How browser-based text-to-speech works

The Web Speech API is a W3C standard built into all modern browsers. When you click "Speak," the browser creates a SpeechSynthesisUtterance object with your text, selected voice, speed, pitch, and volume settings. The speech synthesis engine — which varies by operating system (macOS uses Apple Neural voices, Windows uses Microsoft voices, Linux uses eSpeak or Festival) — processes the text through a text-to-phoneme pipeline, applies prosody rules, and generates audio output streamed directly to your speakers. No model downloads are required because the speech engine is part of your operating system.

Text-to-speech vs AI voice generation: key differences

Browser-based TTS uses rule-based or lightweight neural speech synthesis built into your OS — it is instant, free, and private, but voices may sound slightly robotic on older systems. Cloud AI voice services (like ElevenLabs or Google Cloud TTS) use large neural networks to produce more natural, expressive speech, but require internet access, API keys, and often paid plans.
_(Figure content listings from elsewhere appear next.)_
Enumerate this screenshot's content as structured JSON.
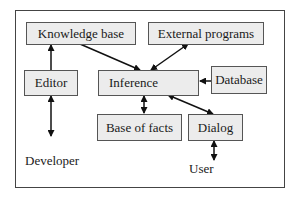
{
  "diagram": {
    "nodes": [
      {
        "id": "knowledge_base",
        "label": "Knowledge base"
      },
      {
        "id": "external_programs",
        "label": "External programs"
      },
      {
        "id": "editor",
        "label": "Editor"
      },
      {
        "id": "inference",
        "label": "Inference"
      },
      {
        "id": "database",
        "label": "Database"
      },
      {
        "id": "base_of_facts",
        "label": "Base of facts"
      },
      {
        "id": "dialog",
        "label": "Dialog"
      }
    ],
    "actors": [
      {
        "id": "developer",
        "label": "Developer"
      },
      {
        "id": "user",
        "label": "User"
      }
    ],
    "edges": [
      {
        "from": "editor",
        "to": "knowledge_base",
        "direction": "forward"
      },
      {
        "from": "knowledge_base",
        "to": "inference",
        "direction": "forward"
      },
      {
        "from": "external_programs",
        "to": "inference",
        "direction": "both"
      },
      {
        "from": "database",
        "to": "inference",
        "direction": "forward"
      },
      {
        "from": "inference",
        "to": "base_of_facts",
        "direction": "both"
      },
      {
        "from": "inference",
        "to": "dialog",
        "direction": "both"
      },
      {
        "from": "developer",
        "to": "editor",
        "direction": "both"
      },
      {
        "from": "dialog",
        "to": "user",
        "direction": "both"
      }
    ]
  }
}
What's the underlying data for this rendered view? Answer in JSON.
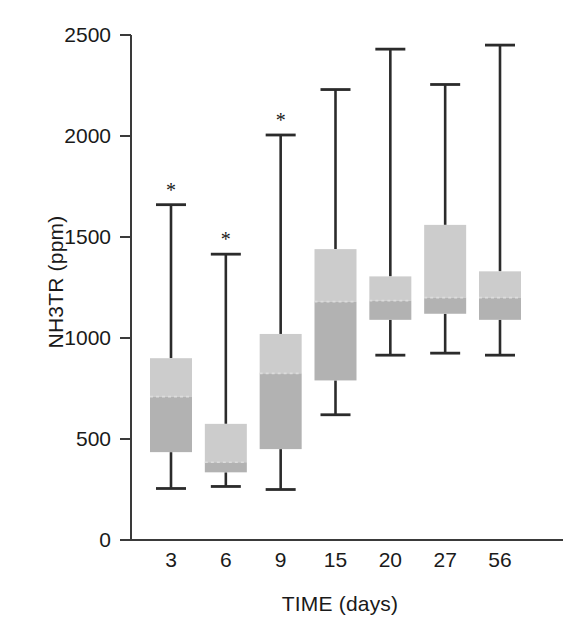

For most use cases — proofreading by ear, accessibility, language learning, content previewing — browser TTS provides excellent quality with zero friction. Modern browsers (Chrome 100+, Edge, Safari 17+) now include neural voices that rival cloud quality.

Common use cases for text-to-speech

Content creators use TTS to proofread articles by listening — your ears catch awkward phrasing that your eyes miss. Students with reading disabilities use it as an assistive technology. Language learners hear correct pronunciation in their target language. Developers test accessibility compliance by verifying screen reader behavior. Podcasters draft episode scripts and preview them audibly before recording. Marketers test how ad copy sounds when read aloud to ensure natural flow and emotional impact.

Frequently Asked Questions

What languages does this text-to-speech tool support?

The tool uses your browser's built-in speech synthesis engine, which supports 50+ languages including English, Spanish, French, German, Chinese, Japanese, Korean, Arabic, Hindi, Turkish, and many more. The exact voice selection depends on your operating system and browser — Chrome and Edge typically offer the widest variety of high-quality voices.

Can I download the generated audio as a file?

The tool plays audio directly in your browser using the Web Speech API. Audio download capability depends on browser support. The speech is generated in real-time and streamed directly to your speakers — it is designed for instant playback rather than file generation.

Does this tool send my text to any server?

No. The Web Speech API processes text locally on your device using built-in speech synthesis engines. Your text never leaves your browser. Some browsers may use cloud-based voices for higher quality, but the text is processed through the browser's secure API — not through our servers.

Why do voices sound different on different browsers?

Each browser and operating system provides its own set of speech synthesis voices. Chrome on Windows uses Microsoft voices, Chrome on macOS uses Apple voices, and Firefox uses platform-native voices. The quality and naturalness of voices varies significantly — Chrome and Edge generally offer the most natural-sounding AI voices.